1

Both my monitors (one over DVI other over HDMI) have a native resolution of 1920x1080 (16:9) but the only two options for resolution in the "Display" section of system settings are 800x600 (4:3) and 1024x768 (4:3).

The "additional drivers" tab in the "Software Sources" section of system settings tells me I have no drivers running, despite installing NVidia drivers multiple times.

I downloaded and installed Jockey from the Software Centre, which told me that I am running the NVidia driver. Since closing Jockey I am unable to find any trace of it in my system. I can't open it in Terminal either. When I search "nvidia" in the dash, I get "NVidia X Server Settings" and in there as well I have the same resolution options as in "Display" settings.

Additional information: With only one monitor, the issue persists. Mt driver version is nvidia-current, 304.64. Logging in with "Guest Login", I have all resolution options available, including 1920x1080. There is no xorg.conf file in /etc/X11 there is, however: xorg.conf.failsafe. I tried deleting .nvidia-settings-rc from Home and this had no effect.

I am running 12.10, both monitors are ASUS (Main:VH238H Second:VE247H) and my GPU is a GTX660 Ti.

Possibly related: When I do Ctrl+Alt+F1 I am prompted to login, then the screen fades to black. Same issue occurs when I use "Big Picture" mode in Steam.

What's strange is that it seems the login screen is at proper resolution, and right after logging in, I get this message:

Error Message

Dan
  • 171
  • Now put all this relevant information in your question. And then let's clean up the comments. It's not a discussion forum. :) Still open: 3) What happens in a new user or Guest account? – gertvdijk Jan 16 '13 at 20:51
  • Then the only reason I can think of for failure in your account is a left-over per-user Nvidia settings file. There must be some ~/.nvidia-settings-rc there! – gertvdijk Jan 16 '13 at 21:00
  • No, in your home directory, ~ points to your homedir and .-prefixed files are hidden. Verify in your terminal (as user, not root/sudo!): ls -al ~/.nvidia-settings-rc – gertvdijk Jan 16 '13 at 21:10
  • I deleted it and after logging out and back in, still the same. – Dan Jan 16 '13 at 21:32
  • @Dan You have just got to delete your nvidia drivers and try the answer provided here: http://askubuntu.com/questions/442851/how-can-i-get-my-monitors-maximum-resolution-without-the-proprietary-amd-graphic-driver-installed Remember that your lightdm file will be as /etc/lightdm/lightdm.conf instead of being as /usr/share/lightdm/lightdm.conf.d/50-ubuntu.conf . So wherever the answer says to modify /usr/share/lightdm/lightdm.conf.d/50-ubuntu.conf you have to modify /etc/lightdm/lighdm.conf – Venkatesh Apr 26 '14 at 06:46

2 Answers2

0

a quick fix that may or may not work is try making a new user, this will force the x.org to reconfigure along with the Nvidia settings; At-least for that particular user.

if anything this wont really fix your problem, just a possible short term work around.

you can do this to your current user by trying dpkg-reconfigure x.org (also to nvidia-settings)

Brian
  • 1
0

I had a problem like that too. I fixed it by removing /etc/X11/xorg.conf /etc/X11/xorg.conf.failsafe and /etc/X11/xorg.backup.
Nvidia drivers can be a real pain in the backside sometimes.
Remember to remove those files using sudo, otherwise you can't remove them.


# WHAT YOU SHOULD DO
Return the lines of the listing below exactly as they appear, beginning at the one with "Find man bbox." and stopping after the one with "Return the region for <item>toy</item>."; do not include pictures.

# SUPPLIED RECORDS
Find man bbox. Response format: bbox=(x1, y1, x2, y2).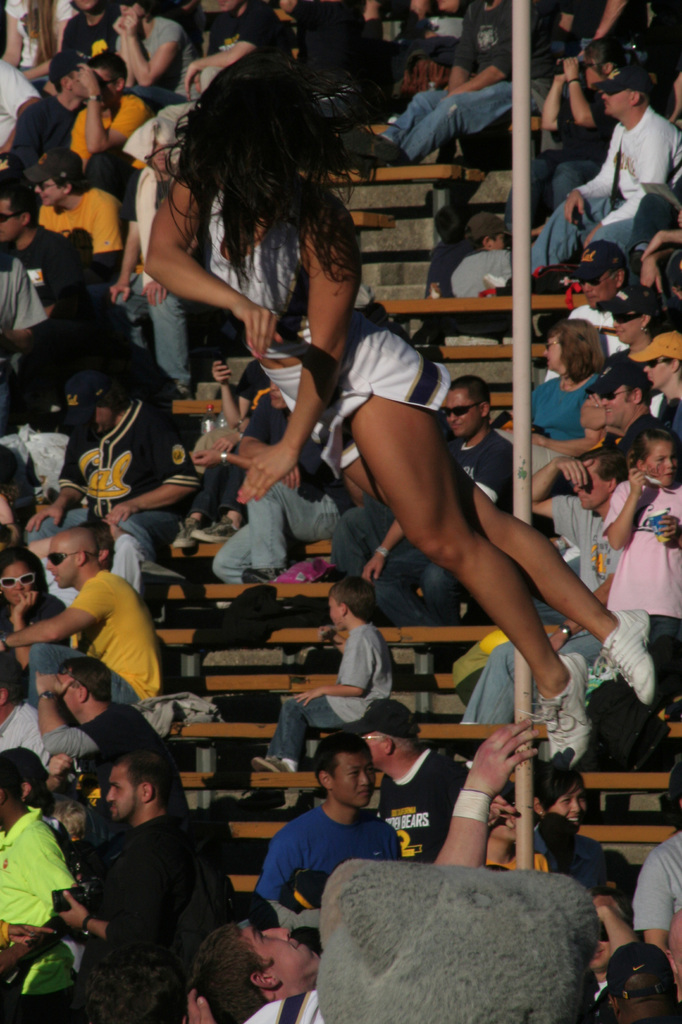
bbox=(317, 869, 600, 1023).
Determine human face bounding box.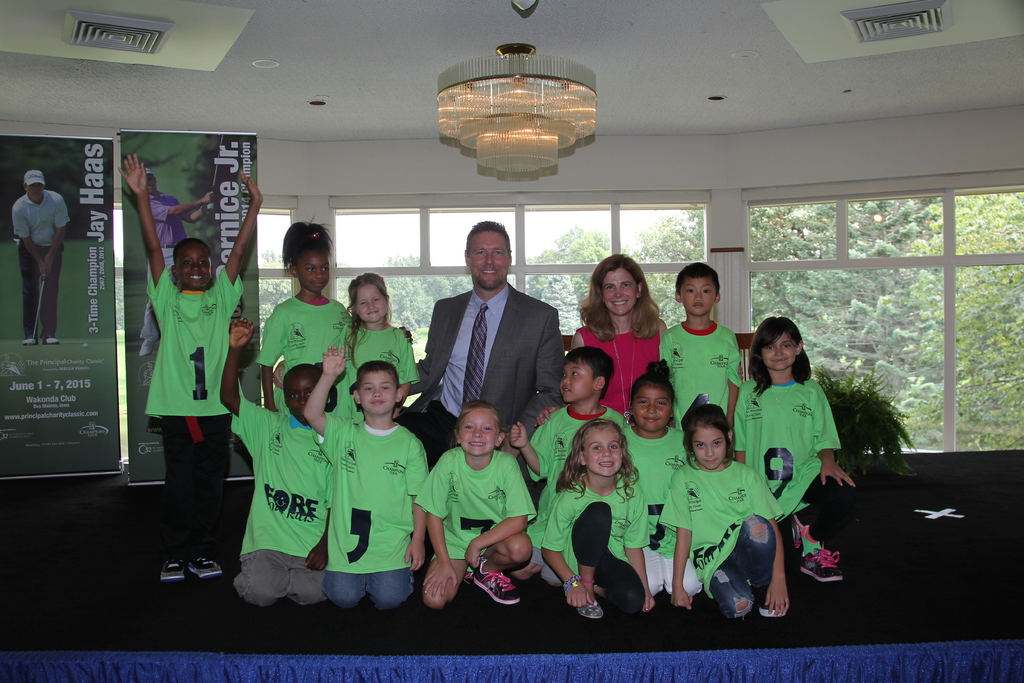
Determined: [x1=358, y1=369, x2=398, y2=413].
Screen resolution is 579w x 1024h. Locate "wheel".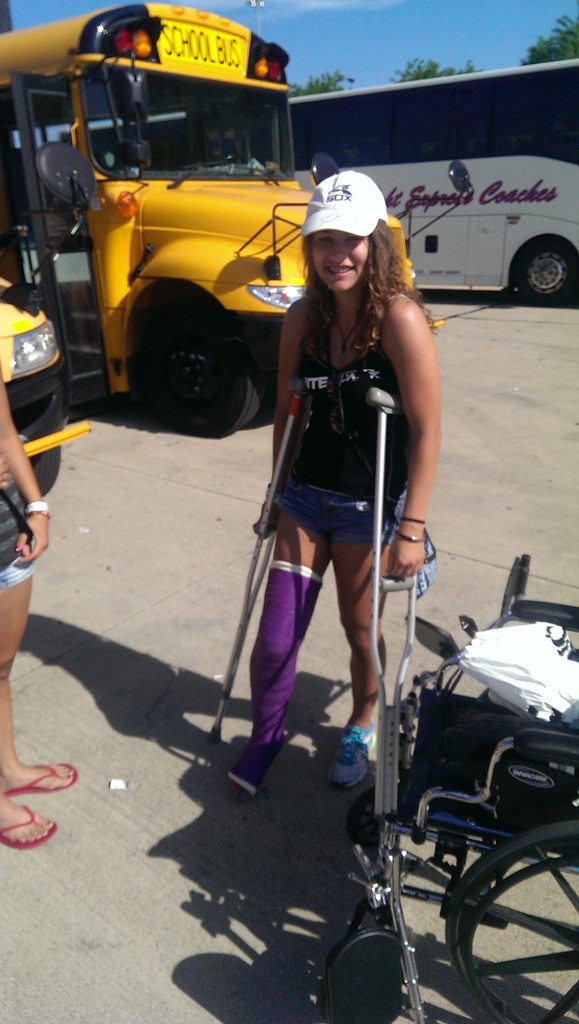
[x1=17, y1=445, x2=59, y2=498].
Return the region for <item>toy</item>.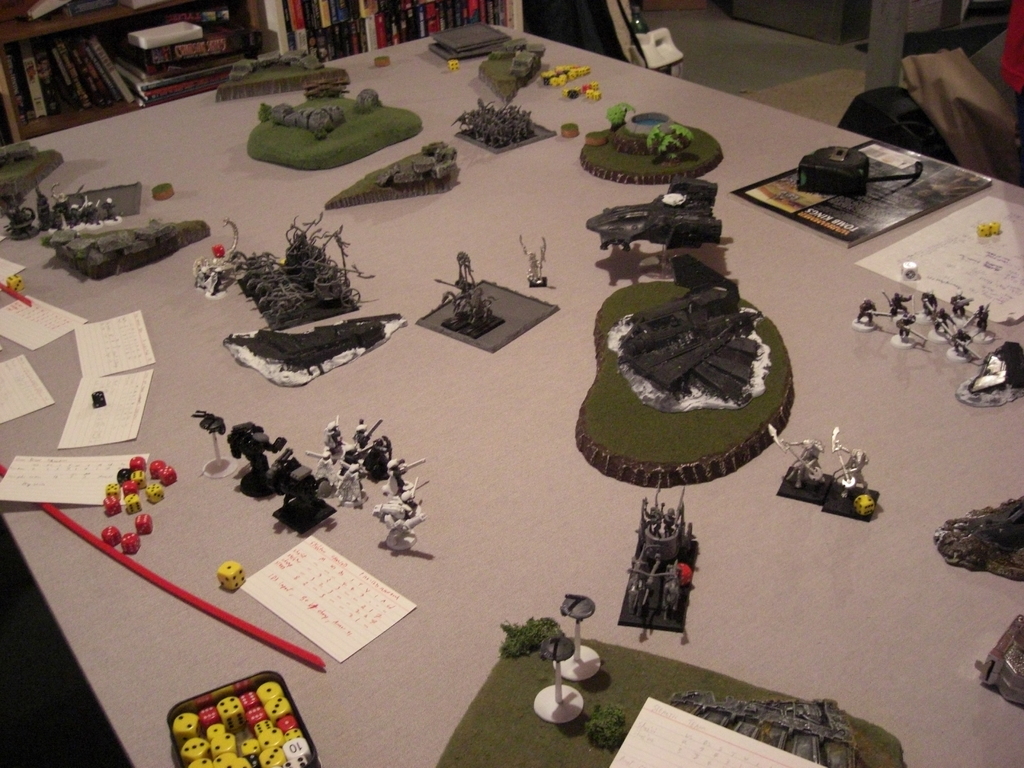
==
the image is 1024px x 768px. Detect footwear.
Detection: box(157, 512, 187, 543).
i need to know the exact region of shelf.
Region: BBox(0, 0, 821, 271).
==
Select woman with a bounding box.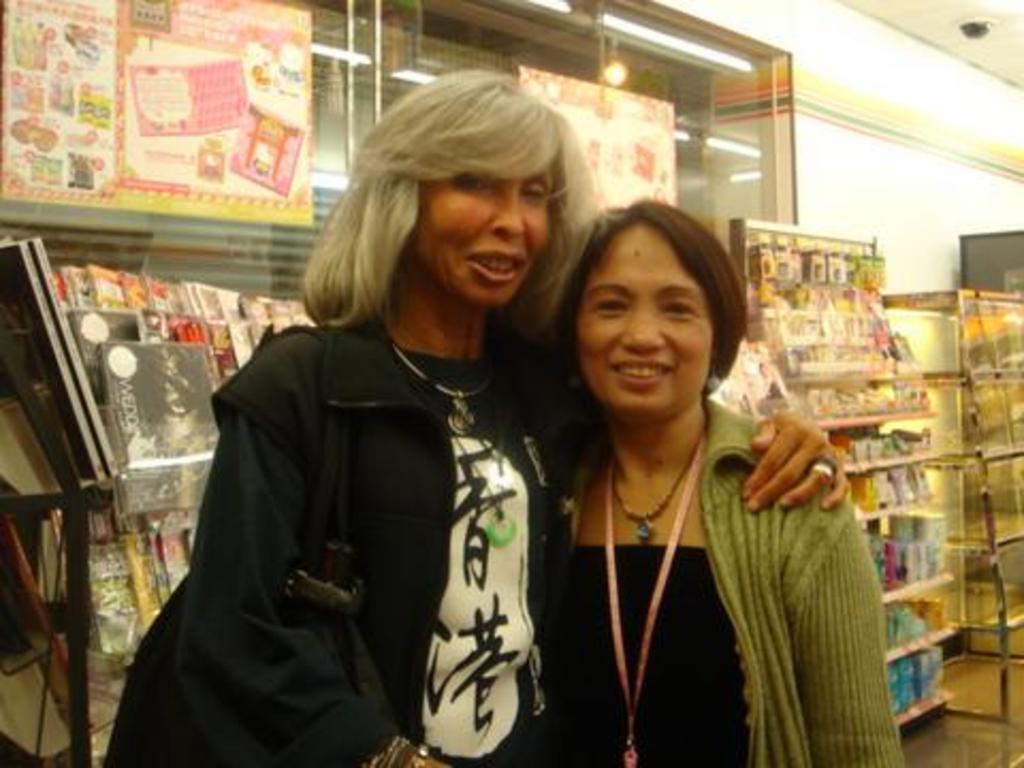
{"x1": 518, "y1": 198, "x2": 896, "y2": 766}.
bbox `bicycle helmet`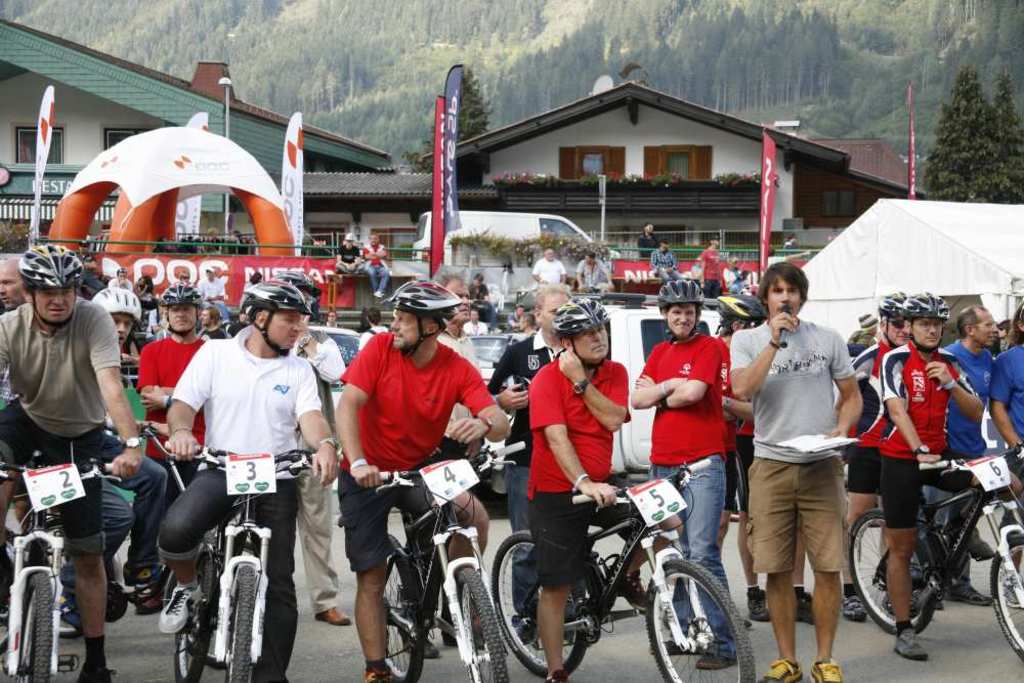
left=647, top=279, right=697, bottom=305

# YOUR RESPONSE
Find man bbox. Response format: bbox=(x1, y1, x2, y2).
bbox=(317, 869, 600, 1023).
Determine human face bounding box.
Determined: [x1=358, y1=369, x2=398, y2=413].
Screen resolution is 579w x 1024h. Locate "wheel".
[x1=17, y1=445, x2=59, y2=498].
Return the region for <item>toy</item>.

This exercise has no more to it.